Unless isolated and measured, changes in the
sales mixture confuse profit control and understanding. To. illustrate:
As previously indicated, the 12-month sales
forecast for the Wisconsin Manufacturing Company is $2,700,000. Broken down by product
lines the forecast is $1,215,000 for Product A,
$675,000 for Product B, and $810,000 for Product C. Suppose that during the forecasted period
the total sales do not change materially but sales
of Products A and C are reversed, thereby increasing the total variable cost from $77.35 per $100
128
Less Volume
As every policy-making executive realizes,
volume plays a tremendous part in profit making; at the same time, executives often fail to
EXHIBIT II.
product B
Product C
Total
$1,080,000
45%
$6OO,OOQ
25%
$720,000
30%
5>2,4OO,OOO
$64.91
$84.66
$1,019,936
$531,560
$783,272
$2,334,768
-I- $60,064
j- $68,440
- $63,272
+ $65,232
$79-37
100%
$77-35
Sales
Product A
Product B
Product C
Total
Forecasted costs of sales
Labor
Material
Overhead
Total
Actual sales less forecasted costs
Variations from forecasted costs
:$ 87,300.00
99,700.00
58,000.00
:$245,000.00
sales
Actual
$ 90,606.00
92,258.00
42,750.00
$225,614.00
-% 24,^04,60
98,584.50
51,781.90
174,671.00
$ 50,943.00
1,075.50
117.50
3,210.00
4.754-74
1,207.38
10,365.12
185,036.12
$ 40,577-88
$ 45,800.00
129
Conclusion
Onee decision-making executives understand
breakeven point control, they will find that the
difficulty they have had in the past of separating
out the effects of time factors and variable elements of eost will diminish. No longer will they
be uncomfortable or mute, because they will
understand how simply performance, volume,
and change of mix can be unwoven from the
fabric of an over-all profit and loss statement.

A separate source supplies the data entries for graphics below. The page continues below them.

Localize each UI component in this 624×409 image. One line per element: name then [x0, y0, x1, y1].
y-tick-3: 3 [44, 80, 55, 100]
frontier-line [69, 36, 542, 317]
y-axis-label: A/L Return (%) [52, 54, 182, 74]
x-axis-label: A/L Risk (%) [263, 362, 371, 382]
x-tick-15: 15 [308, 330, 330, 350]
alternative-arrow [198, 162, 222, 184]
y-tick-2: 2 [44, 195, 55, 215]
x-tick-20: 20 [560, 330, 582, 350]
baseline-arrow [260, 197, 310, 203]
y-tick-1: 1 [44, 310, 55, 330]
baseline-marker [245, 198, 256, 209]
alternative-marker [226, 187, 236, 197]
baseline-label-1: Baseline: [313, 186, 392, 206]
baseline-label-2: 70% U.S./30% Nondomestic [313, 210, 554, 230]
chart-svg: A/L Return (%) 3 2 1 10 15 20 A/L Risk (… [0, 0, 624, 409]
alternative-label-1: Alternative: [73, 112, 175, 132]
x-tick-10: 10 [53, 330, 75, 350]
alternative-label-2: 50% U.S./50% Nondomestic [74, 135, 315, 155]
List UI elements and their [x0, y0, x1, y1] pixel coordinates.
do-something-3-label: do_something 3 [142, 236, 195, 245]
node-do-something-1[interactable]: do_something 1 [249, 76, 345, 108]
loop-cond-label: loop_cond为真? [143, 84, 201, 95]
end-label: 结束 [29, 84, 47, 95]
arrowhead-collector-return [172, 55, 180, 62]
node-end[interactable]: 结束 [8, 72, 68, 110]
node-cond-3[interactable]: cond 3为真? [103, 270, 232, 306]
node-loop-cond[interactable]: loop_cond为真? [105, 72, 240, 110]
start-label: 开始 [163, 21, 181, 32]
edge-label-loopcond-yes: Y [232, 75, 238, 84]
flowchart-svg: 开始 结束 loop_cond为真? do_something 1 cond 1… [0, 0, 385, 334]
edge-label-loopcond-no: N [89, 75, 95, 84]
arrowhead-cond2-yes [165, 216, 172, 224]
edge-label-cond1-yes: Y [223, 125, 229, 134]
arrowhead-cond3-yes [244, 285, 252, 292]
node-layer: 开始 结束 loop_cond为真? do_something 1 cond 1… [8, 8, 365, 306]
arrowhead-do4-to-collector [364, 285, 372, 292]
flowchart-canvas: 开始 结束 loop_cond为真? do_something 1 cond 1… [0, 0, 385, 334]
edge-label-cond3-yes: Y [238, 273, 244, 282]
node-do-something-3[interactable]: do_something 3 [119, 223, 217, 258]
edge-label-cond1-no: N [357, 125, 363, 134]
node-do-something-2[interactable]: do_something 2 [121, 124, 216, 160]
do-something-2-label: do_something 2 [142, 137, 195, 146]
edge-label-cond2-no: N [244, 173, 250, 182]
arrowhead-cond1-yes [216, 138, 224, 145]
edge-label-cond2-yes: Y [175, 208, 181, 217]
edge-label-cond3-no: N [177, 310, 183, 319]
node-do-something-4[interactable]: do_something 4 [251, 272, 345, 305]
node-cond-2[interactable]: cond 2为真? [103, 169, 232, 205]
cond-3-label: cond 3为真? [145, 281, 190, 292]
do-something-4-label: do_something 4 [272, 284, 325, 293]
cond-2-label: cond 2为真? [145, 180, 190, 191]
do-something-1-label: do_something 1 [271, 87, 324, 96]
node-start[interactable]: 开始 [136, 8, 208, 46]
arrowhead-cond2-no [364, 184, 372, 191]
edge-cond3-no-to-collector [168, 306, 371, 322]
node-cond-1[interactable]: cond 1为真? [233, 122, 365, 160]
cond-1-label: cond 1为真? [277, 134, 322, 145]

They will also find that they can use breakevens
further to challenge nearly any dollar-and-cents
decision that afFects the question of profits. For
example:
If capital requirements are broken down into
their standby and variable components in the same
manner as production costs, and if proposed capital expenditures are viewed in terms of the changes
they produce in the breakeven point, management
can make decisions as to where to spend money in
order to reduce costs on a strictly scientific, coldblooded basis.
Proposed changes in selling prices can be
quickly read in terms of their efEects on tbe breakeven point, thus enabling management to determine in a few minutes how much business must
be added or can be sacrificed to maintain existing
profits.
Breakeven point analysis is also useful in
making valid comparisons of the company's performance with that of competitors. Such comparisons are difficult to make under static methods of
accounting as refiected in the profit and loss statement; but once management knows its own breakeven points, it can readily determine comparable
breakeven points for any competitor who publishes
a financial report.
Thus, in many ways can breakeven point control furnish clues to good or bad cost perform-
130
C A complete set of reprints of the above articles, plus the one in this issue by
Mr. Gardner, can be obtained for $2.00 from Reprint Department, HARVARD
BUSINESS REVIEW, Boston 63, Mass. Please specify the "Control Series."